I do not agree with the TFA quickie approach to teacher education and think it contributes to the problems TFA teachers have and to their abandoning teaching so quickly. Much
as I dislike the program, however, I have found those who volunteer for it are diverse -- and include some very committed radicals of all races -- as well as the careerists alluded to in these
e-mails.
Janet:
Hi Robert,
While you are right that not all elite college graduates are alike,some do come from the working class,you are worrying about the wrong people. They ALL will be fine! You should be worrying about the poor students who were denied their rightful education because their untrained, clueless TFA teachers,as well meaning and intelligent as they are, are totally unequipped to teach urban unskilled youth and after one or 2 years, they have hardly begun to learn how to teach.I talk from experience,from the trenches, having been a NYC teacher for 45 years and afterwards, a mentor to TFA and teaching fellows! Doesn't anyone care about the students?

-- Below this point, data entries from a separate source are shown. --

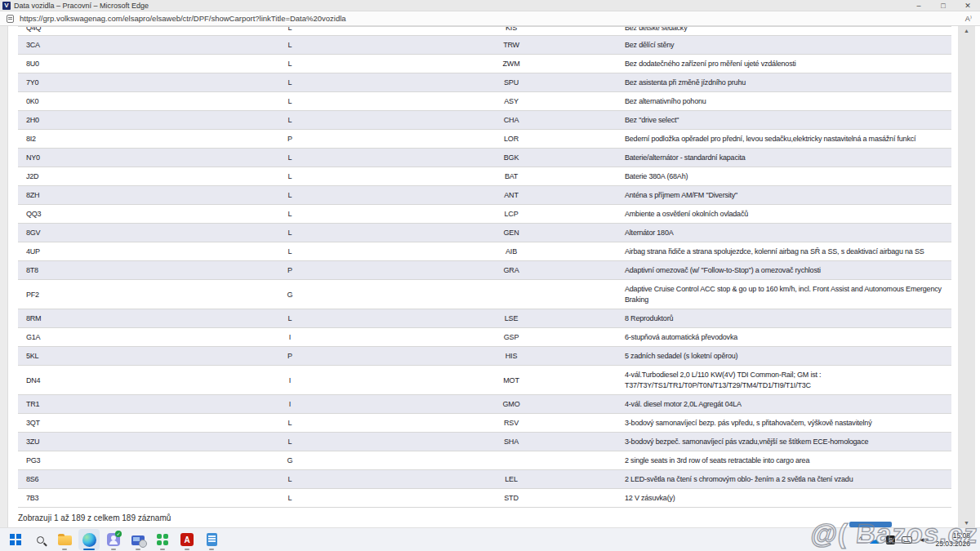  I want to click on table-row: 0K0LASYBez alternativního pohonu, so click(485, 101).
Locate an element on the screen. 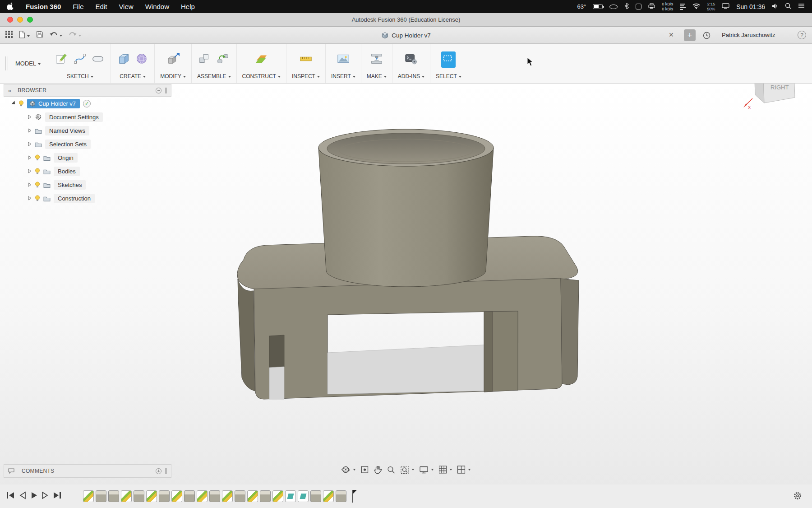 The width and height of the screenshot is (812, 508). battery-icon is located at coordinates (598, 6).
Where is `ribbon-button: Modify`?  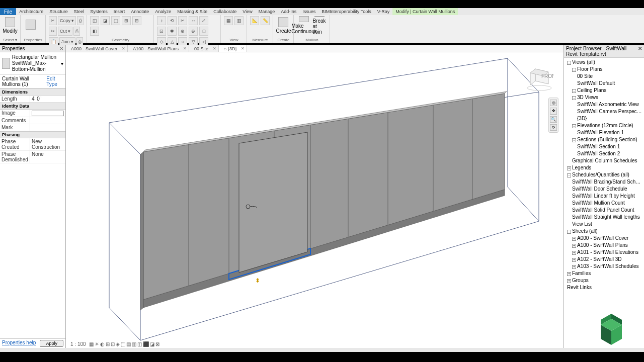 ribbon-button: Modify is located at coordinates (10, 25).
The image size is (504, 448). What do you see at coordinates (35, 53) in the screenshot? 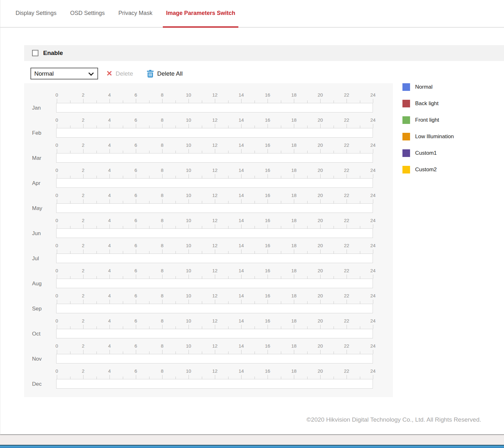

Janet Mayer, author of AS BAD AS THEY SAY? Three Decades of Teaching in the Bronx.
Helen
I agree with most of you and your assessment of TFA. I even agree to a slight extent with one of you who took the position that not all of the candidates are elites who are marking time while waiting to enter the career for which they prepared themselves. I do, however, think that is a very small percentage.
Coincidently, last week, I met a prominent gentlemen who lived in one of the most affluent Chicago suburbs. While discussing education, he revealed that his son is an executive with TFA. I gave him my card and asked to have his son call me to discuss the failings of the program and its misguided intentions and directions. I'm still awaiting the call which may never come!
Children don't need pity from those who feel they are doing them a favor; they don't need people who are not dedicated to enriching their lives to prepare them for lifetime learning which will lead to their success; and, they don't need teachers whose attention is divided between what they are doing and what they really want to do.
I pray that some of them will fall in love with teaching and make that their lifetime career; but, because I feel they are not properly oriented, they use this as a stepping stone for immediate employment.
Great teachers are born! Great teachers love what they do for children! Great teachers inspire and motivate students to reach their full potential! Unless one has this calling, that person does not belong in a classroom.
We have to be on guard and wary of the military/industrial complex, the prison/industrial complex and now the education/industrial complex. Those who are filled with greed have found yet another revenue source and they are exploiting it for all it's worth. We must fight for public education! We must fight to be respected as the professionals we are! We must stay united in order to do what is in the best interest of children.
TFA is not that entity! Helen
Mark Naison:
Robby and Janet
I would like to see someone do a longitudinal study comparing what happens to a group of TFA recruits, and the students they have worked with, for a period of 10 years I would bet large amounts of money that the differences in how their lives turn out would be astounding- a veritable "tale of two countries." I would venture to say that very few, if any, TFA members will end up in prison, unemployed, or living in poverty, while a portrait of their former students would tell a different story.
This is not TFA's fault, but their failure to acknowledge the limited impact their organization has had on entrenched poverty and racism in the US, as well as the reputation
joining TFA has gained as a form of resume padding for careers outside teaching, suggests we can count on little help from this organization in combating social inequality in
the US. Unless TFA corps members are radicalized by their experience, TFA is more part of the problem than part of the solution!